Why this matters
A composite PRIMARY KEY couples a row's identity to multiple business columns. Every foreign-key reference must repeat that column set, ORMs frequently misbehave on multi-column keys, and changing the natural key later requires rewriting both the table and every referrer. Use a single surrogate key (e.g. `id bigint GENERATED ALWAYS AS IDENTITY PRIMARY KEY` or a UUID) and enforce the natural uniqueness with a `UNIQUE` constraint on the same columns.
Examples
Incorrect
CREATE TABLE memberships (user_id bigint, group_id bigint, PRIMARY KEY (user_id, group_id));ALTER TABLE memberships ADD CONSTRAINT memberships_pkey PRIMARY KEY (user_id, group_id);Correct
CREATE TABLE memberships (id bigint GENERATED ALWAYS AS IDENTITY PRIMARY KEY, user_id bigint NOT NULL, group_id bigint NOT NULL, UNIQUE (user_id, group_id));Configure it
// eslint.config.js
import postgresql from "eslint-plugin-postgresql";
export default [
{
files: ["**/*.sql"],
languageOptions: {
parser: postgresql.configs.recommended.languageOptions.parser,
},
plugins: { postgresql },
rules: {
"postgresql/no-composite-primary-key": "warn",
},
},
]; Options
Edit the SQL — only no-composite-primary-key is enabled.
Pre-filled with the first incorrect example. Toggle off in the rule shelf to see how the diagnostic disappears.
Diagnostics
No issues found.
2 rules enabled.
Rule under test
no-composite-primary-key — plus no-syntax-error as a safety net.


◆ PROBLEM DETAILS: Determine how many lines in the entries below hold "elements". Respond with that number only.

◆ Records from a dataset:
---

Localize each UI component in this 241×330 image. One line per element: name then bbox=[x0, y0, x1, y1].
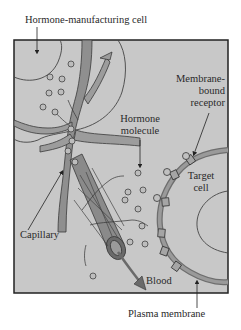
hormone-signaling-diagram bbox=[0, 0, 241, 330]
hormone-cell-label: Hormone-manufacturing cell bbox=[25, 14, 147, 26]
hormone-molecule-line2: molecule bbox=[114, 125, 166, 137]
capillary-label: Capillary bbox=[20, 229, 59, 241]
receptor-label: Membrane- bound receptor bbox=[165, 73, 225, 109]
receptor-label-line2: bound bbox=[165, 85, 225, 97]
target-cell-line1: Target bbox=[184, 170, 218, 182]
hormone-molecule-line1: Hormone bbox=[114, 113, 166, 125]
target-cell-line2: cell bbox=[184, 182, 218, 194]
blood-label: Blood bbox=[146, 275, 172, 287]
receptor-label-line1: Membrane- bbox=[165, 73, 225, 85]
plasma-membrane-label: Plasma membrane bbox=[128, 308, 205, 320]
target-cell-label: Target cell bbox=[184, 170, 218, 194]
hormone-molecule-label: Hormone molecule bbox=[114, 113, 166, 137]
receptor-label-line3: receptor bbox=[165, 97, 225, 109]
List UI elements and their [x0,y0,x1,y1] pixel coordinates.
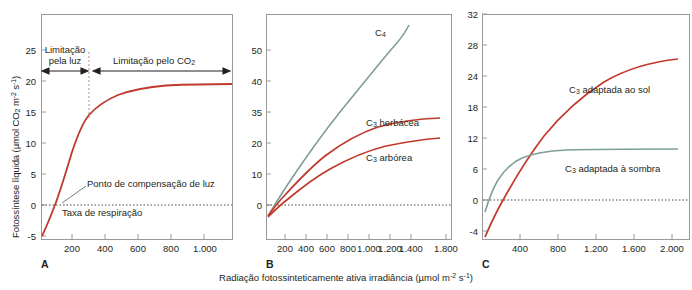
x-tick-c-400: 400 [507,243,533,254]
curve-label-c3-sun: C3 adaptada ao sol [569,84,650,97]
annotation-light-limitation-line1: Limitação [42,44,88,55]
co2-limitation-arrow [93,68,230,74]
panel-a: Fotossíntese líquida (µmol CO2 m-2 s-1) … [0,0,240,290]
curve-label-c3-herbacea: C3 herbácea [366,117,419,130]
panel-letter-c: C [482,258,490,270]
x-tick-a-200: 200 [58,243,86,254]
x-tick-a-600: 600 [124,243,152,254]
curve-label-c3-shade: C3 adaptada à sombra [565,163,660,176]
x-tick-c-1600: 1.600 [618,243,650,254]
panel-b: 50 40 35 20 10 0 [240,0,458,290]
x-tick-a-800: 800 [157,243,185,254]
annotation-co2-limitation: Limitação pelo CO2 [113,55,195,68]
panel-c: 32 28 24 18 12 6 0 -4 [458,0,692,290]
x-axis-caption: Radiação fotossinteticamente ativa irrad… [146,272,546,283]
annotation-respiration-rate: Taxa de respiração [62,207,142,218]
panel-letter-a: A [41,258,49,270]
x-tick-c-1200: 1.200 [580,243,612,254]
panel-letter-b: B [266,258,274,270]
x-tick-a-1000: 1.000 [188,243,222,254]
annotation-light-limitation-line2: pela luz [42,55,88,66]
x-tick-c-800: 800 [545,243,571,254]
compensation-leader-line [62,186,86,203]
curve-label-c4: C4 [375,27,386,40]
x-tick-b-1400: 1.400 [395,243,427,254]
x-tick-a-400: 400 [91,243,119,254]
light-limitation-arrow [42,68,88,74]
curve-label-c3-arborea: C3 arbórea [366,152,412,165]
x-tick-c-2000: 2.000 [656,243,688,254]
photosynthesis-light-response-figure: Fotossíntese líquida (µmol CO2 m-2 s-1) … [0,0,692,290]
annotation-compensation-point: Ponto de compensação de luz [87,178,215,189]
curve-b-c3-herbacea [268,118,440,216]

---

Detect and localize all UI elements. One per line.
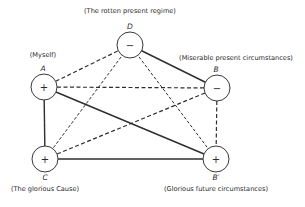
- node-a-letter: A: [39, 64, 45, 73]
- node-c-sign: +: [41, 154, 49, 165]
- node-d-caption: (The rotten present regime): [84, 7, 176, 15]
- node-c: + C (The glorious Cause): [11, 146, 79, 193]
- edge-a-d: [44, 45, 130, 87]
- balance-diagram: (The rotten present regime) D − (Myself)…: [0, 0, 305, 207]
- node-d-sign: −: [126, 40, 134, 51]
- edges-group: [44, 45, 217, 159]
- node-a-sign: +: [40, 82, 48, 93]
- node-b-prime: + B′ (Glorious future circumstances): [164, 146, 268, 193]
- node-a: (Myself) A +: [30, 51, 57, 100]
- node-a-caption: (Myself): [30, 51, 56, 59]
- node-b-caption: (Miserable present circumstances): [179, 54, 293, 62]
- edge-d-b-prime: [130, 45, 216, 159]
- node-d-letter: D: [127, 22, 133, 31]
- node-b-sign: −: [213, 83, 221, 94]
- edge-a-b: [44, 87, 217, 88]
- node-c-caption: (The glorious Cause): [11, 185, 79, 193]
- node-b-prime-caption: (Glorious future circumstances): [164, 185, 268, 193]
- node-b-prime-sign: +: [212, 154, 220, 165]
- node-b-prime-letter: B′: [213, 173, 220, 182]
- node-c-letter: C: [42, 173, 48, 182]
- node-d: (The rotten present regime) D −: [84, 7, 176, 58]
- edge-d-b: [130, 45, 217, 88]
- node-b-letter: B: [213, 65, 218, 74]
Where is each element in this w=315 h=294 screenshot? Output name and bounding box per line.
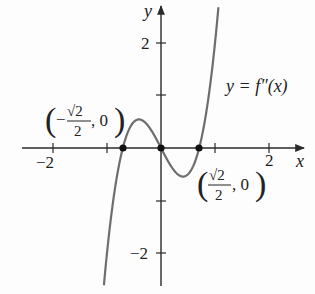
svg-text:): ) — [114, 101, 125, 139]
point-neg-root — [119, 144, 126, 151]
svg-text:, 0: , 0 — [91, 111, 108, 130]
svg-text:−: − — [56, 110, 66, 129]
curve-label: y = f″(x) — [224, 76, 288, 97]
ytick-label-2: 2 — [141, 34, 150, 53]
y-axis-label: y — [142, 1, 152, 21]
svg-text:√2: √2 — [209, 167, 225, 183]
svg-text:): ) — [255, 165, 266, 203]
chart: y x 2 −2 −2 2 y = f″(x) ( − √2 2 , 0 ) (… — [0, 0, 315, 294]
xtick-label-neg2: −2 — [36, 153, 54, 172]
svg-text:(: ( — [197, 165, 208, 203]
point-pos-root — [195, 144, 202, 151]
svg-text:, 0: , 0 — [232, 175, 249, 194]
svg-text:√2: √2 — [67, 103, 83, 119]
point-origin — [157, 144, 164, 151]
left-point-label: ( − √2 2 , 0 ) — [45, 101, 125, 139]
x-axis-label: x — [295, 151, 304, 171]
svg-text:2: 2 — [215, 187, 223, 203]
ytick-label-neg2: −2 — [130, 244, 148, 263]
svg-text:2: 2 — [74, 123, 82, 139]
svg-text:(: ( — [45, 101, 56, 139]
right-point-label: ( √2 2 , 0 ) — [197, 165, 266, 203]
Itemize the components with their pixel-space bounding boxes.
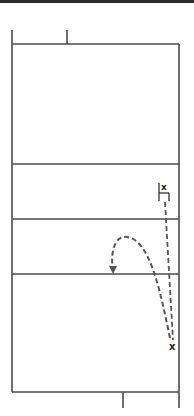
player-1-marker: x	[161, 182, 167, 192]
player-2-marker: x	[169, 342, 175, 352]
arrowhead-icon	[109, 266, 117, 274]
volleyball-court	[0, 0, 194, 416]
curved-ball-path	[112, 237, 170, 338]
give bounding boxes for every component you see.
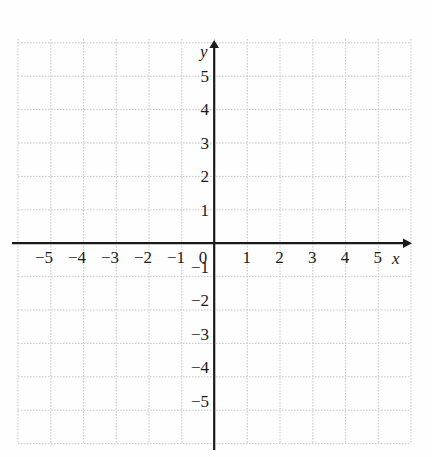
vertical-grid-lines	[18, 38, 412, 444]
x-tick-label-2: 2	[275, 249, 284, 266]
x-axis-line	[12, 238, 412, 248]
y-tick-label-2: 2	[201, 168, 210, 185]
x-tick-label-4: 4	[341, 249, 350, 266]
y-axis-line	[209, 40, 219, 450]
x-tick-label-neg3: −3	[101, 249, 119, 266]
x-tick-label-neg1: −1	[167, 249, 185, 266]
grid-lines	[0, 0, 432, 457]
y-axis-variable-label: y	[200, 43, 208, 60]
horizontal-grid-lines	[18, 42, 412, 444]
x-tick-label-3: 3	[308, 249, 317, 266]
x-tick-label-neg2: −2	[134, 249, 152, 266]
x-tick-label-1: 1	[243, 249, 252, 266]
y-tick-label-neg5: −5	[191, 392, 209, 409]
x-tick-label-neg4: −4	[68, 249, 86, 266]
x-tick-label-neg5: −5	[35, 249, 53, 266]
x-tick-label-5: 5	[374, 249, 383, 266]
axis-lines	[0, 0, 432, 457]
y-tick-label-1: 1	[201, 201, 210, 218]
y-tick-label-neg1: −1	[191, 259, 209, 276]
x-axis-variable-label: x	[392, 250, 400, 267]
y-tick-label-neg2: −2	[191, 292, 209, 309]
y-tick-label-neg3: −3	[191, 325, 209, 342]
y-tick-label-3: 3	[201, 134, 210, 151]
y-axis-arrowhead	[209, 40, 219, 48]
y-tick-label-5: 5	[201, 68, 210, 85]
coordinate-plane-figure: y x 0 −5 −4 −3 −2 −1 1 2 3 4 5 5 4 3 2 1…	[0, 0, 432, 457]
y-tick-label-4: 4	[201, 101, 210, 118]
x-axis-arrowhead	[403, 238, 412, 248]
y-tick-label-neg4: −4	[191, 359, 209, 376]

---

◆ RESPONSE BOX: 2